**Problem requirements**
Print the material underneath in full, keeping every line exactly as it is.

**Record extracts**
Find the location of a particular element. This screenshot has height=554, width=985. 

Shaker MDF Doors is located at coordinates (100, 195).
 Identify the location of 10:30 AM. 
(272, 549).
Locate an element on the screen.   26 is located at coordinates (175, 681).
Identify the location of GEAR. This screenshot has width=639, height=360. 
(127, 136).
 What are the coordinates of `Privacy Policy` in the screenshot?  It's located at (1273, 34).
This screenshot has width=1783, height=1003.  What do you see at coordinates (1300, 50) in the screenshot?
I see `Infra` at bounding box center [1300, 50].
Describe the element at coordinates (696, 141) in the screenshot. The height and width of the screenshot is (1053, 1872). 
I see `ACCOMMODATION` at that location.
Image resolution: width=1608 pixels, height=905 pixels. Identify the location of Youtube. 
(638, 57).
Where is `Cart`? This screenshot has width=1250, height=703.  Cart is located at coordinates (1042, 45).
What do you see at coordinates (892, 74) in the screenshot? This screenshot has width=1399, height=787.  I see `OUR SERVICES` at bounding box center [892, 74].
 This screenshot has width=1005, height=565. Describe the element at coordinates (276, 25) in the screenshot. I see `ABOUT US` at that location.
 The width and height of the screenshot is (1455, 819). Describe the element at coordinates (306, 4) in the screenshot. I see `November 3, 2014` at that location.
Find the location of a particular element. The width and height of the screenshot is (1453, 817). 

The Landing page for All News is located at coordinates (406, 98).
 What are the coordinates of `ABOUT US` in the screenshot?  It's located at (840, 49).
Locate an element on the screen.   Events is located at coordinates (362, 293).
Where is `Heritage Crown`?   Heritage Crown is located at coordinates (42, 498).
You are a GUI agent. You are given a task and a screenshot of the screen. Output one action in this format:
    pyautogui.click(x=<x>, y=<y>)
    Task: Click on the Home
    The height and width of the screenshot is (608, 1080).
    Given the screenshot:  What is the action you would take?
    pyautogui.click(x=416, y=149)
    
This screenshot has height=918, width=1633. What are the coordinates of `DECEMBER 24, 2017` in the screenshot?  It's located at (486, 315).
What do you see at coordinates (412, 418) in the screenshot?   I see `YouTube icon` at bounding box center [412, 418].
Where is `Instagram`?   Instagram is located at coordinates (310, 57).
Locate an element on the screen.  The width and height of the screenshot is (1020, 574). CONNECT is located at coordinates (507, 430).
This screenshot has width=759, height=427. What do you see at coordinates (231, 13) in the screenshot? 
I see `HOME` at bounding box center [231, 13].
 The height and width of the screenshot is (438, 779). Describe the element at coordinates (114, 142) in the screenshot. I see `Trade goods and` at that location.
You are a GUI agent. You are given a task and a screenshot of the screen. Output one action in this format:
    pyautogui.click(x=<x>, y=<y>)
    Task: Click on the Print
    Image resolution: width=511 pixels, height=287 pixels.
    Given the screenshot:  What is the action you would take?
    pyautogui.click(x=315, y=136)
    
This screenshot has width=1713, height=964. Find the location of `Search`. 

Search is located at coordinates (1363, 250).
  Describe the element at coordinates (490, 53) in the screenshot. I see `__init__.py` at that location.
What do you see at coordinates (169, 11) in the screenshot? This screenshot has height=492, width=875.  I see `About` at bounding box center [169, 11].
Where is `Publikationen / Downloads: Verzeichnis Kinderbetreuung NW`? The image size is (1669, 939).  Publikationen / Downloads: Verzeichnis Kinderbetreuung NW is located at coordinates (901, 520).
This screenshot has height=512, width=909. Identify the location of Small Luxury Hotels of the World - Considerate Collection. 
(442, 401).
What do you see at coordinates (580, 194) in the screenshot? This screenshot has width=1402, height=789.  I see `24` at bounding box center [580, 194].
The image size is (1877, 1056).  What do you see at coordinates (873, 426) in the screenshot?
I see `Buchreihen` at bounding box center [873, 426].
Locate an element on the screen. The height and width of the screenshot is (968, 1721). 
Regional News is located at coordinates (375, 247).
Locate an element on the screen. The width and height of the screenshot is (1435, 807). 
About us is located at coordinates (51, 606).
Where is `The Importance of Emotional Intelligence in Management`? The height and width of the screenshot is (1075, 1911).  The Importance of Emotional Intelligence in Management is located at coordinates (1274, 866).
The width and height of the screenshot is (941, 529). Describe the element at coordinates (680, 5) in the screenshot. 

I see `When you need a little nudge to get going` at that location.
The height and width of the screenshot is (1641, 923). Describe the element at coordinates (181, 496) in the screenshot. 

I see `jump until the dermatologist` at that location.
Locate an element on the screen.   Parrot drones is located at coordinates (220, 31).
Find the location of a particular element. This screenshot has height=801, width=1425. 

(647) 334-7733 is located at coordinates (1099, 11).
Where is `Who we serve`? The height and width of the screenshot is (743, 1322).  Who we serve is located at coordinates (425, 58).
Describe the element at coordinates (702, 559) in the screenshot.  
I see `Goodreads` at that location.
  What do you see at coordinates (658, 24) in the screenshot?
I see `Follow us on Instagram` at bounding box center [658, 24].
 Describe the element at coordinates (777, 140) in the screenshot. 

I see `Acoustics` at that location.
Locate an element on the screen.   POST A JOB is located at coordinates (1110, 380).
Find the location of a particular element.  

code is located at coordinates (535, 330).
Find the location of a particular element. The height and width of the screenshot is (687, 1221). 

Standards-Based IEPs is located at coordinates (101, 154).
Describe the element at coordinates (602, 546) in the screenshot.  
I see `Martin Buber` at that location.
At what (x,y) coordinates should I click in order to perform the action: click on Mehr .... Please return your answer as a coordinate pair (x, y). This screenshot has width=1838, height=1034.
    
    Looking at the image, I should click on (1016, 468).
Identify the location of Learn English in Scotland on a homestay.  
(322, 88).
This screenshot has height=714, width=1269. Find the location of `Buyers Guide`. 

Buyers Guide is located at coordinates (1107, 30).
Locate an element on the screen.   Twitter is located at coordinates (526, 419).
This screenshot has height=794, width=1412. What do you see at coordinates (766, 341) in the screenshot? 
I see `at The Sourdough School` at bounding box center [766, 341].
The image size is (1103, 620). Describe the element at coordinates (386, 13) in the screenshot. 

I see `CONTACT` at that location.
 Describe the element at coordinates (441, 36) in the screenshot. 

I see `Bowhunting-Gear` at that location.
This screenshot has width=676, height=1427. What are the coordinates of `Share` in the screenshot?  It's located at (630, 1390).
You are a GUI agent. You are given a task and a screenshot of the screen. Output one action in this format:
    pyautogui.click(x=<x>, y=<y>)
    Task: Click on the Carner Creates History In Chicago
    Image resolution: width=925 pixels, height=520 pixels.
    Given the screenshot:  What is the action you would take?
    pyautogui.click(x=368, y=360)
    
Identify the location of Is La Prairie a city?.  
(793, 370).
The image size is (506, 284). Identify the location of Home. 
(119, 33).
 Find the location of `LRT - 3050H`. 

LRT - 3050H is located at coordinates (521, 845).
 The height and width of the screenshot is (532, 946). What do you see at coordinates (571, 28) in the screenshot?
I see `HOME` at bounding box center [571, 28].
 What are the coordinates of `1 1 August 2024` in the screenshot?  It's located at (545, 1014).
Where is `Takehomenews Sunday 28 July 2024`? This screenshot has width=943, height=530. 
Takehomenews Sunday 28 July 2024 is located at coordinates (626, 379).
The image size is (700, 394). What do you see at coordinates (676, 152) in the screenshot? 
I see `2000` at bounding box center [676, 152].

**Response area**
Find the location of a particular element. This screenshot has height=554, width=985. 

Shaker MDF Doors is located at coordinates (100, 195).
 Identify the location of 10:30 AM. 
(272, 549).
Locate an element on the screen.   26 is located at coordinates (175, 681).
Identify the location of GEAR. This screenshot has width=639, height=360. 
(127, 136).
 What are the coordinates of `Privacy Policy` in the screenshot?  It's located at (1273, 34).
This screenshot has width=1783, height=1003.  What do you see at coordinates (1300, 50) in the screenshot?
I see `Infra` at bounding box center [1300, 50].
Describe the element at coordinates (696, 141) in the screenshot. The height and width of the screenshot is (1053, 1872). 
I see `ACCOMMODATION` at that location.
Image resolution: width=1608 pixels, height=905 pixels. Identify the location of Youtube. 
(638, 57).
Where is `Cart`? This screenshot has width=1250, height=703.  Cart is located at coordinates (1042, 45).
What do you see at coordinates (892, 74) in the screenshot? This screenshot has width=1399, height=787.  I see `OUR SERVICES` at bounding box center [892, 74].
 This screenshot has width=1005, height=565. Describe the element at coordinates (276, 25) in the screenshot. I see `ABOUT US` at that location.
 The width and height of the screenshot is (1455, 819). Describe the element at coordinates (306, 4) in the screenshot. I see `November 3, 2014` at that location.
Find the location of a particular element. The width and height of the screenshot is (1453, 817). 

The Landing page for All News is located at coordinates (406, 98).
 What are the coordinates of `ABOUT US` in the screenshot?  It's located at (840, 49).
Locate an element on the screen.   Events is located at coordinates (362, 293).
Where is `Heritage Crown`?   Heritage Crown is located at coordinates (42, 498).
You are a GUI agent. You are given a task and a screenshot of the screen. Output one action in this format:
    pyautogui.click(x=<x>, y=<y>)
    Task: Click on the Home
    The height and width of the screenshot is (608, 1080).
    Given the screenshot:  What is the action you would take?
    pyautogui.click(x=416, y=149)
    
This screenshot has height=918, width=1633. What are the coordinates of `DECEMBER 24, 2017` in the screenshot?  It's located at (486, 315).
What do you see at coordinates (412, 418) in the screenshot?   I see `YouTube icon` at bounding box center [412, 418].
Where is `Instagram`?   Instagram is located at coordinates (310, 57).
Locate an element on the screen.  The width and height of the screenshot is (1020, 574). CONNECT is located at coordinates (507, 430).
This screenshot has width=759, height=427. What do you see at coordinates (231, 13) in the screenshot? 
I see `HOME` at bounding box center [231, 13].
 The height and width of the screenshot is (438, 779). Describe the element at coordinates (114, 142) in the screenshot. I see `Trade goods and` at that location.
You are a GUI agent. You are given a task and a screenshot of the screen. Output one action in this format:
    pyautogui.click(x=<x>, y=<y>)
    Task: Click on the Print
    Image resolution: width=511 pixels, height=287 pixels.
    Given the screenshot:  What is the action you would take?
    pyautogui.click(x=315, y=136)
    
This screenshot has width=1713, height=964. Find the location of `Search`. 

Search is located at coordinates (1363, 250).
  Describe the element at coordinates (490, 53) in the screenshot. I see `__init__.py` at that location.
What do you see at coordinates (169, 11) in the screenshot? This screenshot has height=492, width=875.  I see `About` at bounding box center [169, 11].
Where is `Publikationen / Downloads: Verzeichnis Kinderbetreuung NW`? The image size is (1669, 939).  Publikationen / Downloads: Verzeichnis Kinderbetreuung NW is located at coordinates (901, 520).
This screenshot has height=512, width=909. Identify the location of Small Luxury Hotels of the World - Considerate Collection. 
(442, 401).
What do you see at coordinates (580, 194) in the screenshot? This screenshot has width=1402, height=789.  I see `24` at bounding box center [580, 194].
The image size is (1877, 1056).  What do you see at coordinates (873, 426) in the screenshot?
I see `Buchreihen` at bounding box center [873, 426].
Locate an element on the screen. The height and width of the screenshot is (968, 1721). 
Regional News is located at coordinates (375, 247).
Locate an element on the screen. The width and height of the screenshot is (1435, 807). 
About us is located at coordinates (51, 606).
Where is `The Importance of Emotional Intelligence in Management`? The height and width of the screenshot is (1075, 1911).  The Importance of Emotional Intelligence in Management is located at coordinates (1274, 866).
The width and height of the screenshot is (941, 529). Describe the element at coordinates (680, 5) in the screenshot. 

I see `When you need a little nudge to get going` at that location.
The height and width of the screenshot is (1641, 923). Describe the element at coordinates (181, 496) in the screenshot. 

I see `jump until the dermatologist` at that location.
Locate an element on the screen.   Parrot drones is located at coordinates (220, 31).
Find the location of a particular element. This screenshot has height=801, width=1425. 

(647) 334-7733 is located at coordinates (1099, 11).
Where is `Who we serve`? The height and width of the screenshot is (743, 1322).  Who we serve is located at coordinates (425, 58).
Describe the element at coordinates (702, 559) in the screenshot.  
I see `Goodreads` at that location.
  What do you see at coordinates (658, 24) in the screenshot?
I see `Follow us on Instagram` at bounding box center [658, 24].
 Describe the element at coordinates (777, 140) in the screenshot. 

I see `Acoustics` at that location.
Locate an element on the screen.   POST A JOB is located at coordinates (1110, 380).
Find the location of a particular element.  

code is located at coordinates (535, 330).
Find the location of a particular element. The height and width of the screenshot is (687, 1221). 

Standards-Based IEPs is located at coordinates (101, 154).
Describe the element at coordinates (602, 546) in the screenshot.  
I see `Martin Buber` at that location.
At what (x,y) coordinates should I click in order to perform the action: click on Mehr .... Please return your answer as a coordinate pair (x, y). This screenshot has width=1838, height=1034.
    
    Looking at the image, I should click on (1016, 468).
Identify the location of Learn English in Scotland on a homestay.  
(322, 88).
This screenshot has height=714, width=1269. Find the location of `Buyers Guide`. 

Buyers Guide is located at coordinates (1107, 30).
Locate an element on the screen.   Twitter is located at coordinates (526, 419).
This screenshot has height=794, width=1412. What do you see at coordinates (766, 341) in the screenshot? 
I see `at The Sourdough School` at bounding box center [766, 341].
The image size is (1103, 620). Describe the element at coordinates (386, 13) in the screenshot. 

I see `CONTACT` at that location.
 Describe the element at coordinates (441, 36) in the screenshot. 

I see `Bowhunting-Gear` at that location.
This screenshot has width=676, height=1427. What are the coordinates of `Share` in the screenshot?  It's located at (630, 1390).
You are a GUI agent. You are given a task and a screenshot of the screen. Output one action in this format:
    pyautogui.click(x=<x>, y=<y>)
    Task: Click on the Carner Creates History In Chicago
    Image resolution: width=925 pixels, height=520 pixels.
    Given the screenshot:  What is the action you would take?
    pyautogui.click(x=368, y=360)
    
Identify the location of Is La Prairie a city?.  
(793, 370).
The image size is (506, 284). Identify the location of Home. 
(119, 33).
 Find the location of `LRT - 3050H`. 

LRT - 3050H is located at coordinates (521, 845).
 The height and width of the screenshot is (532, 946). What do you see at coordinates (571, 28) in the screenshot?
I see `HOME` at bounding box center [571, 28].
 What are the coordinates of `1 1 August 2024` in the screenshot?  It's located at (545, 1014).
Where is `Takehomenews Sunday 28 July 2024`? This screenshot has width=943, height=530. 
Takehomenews Sunday 28 July 2024 is located at coordinates (626, 379).
The image size is (700, 394). What do you see at coordinates (676, 152) in the screenshot? 
I see `2000` at bounding box center [676, 152].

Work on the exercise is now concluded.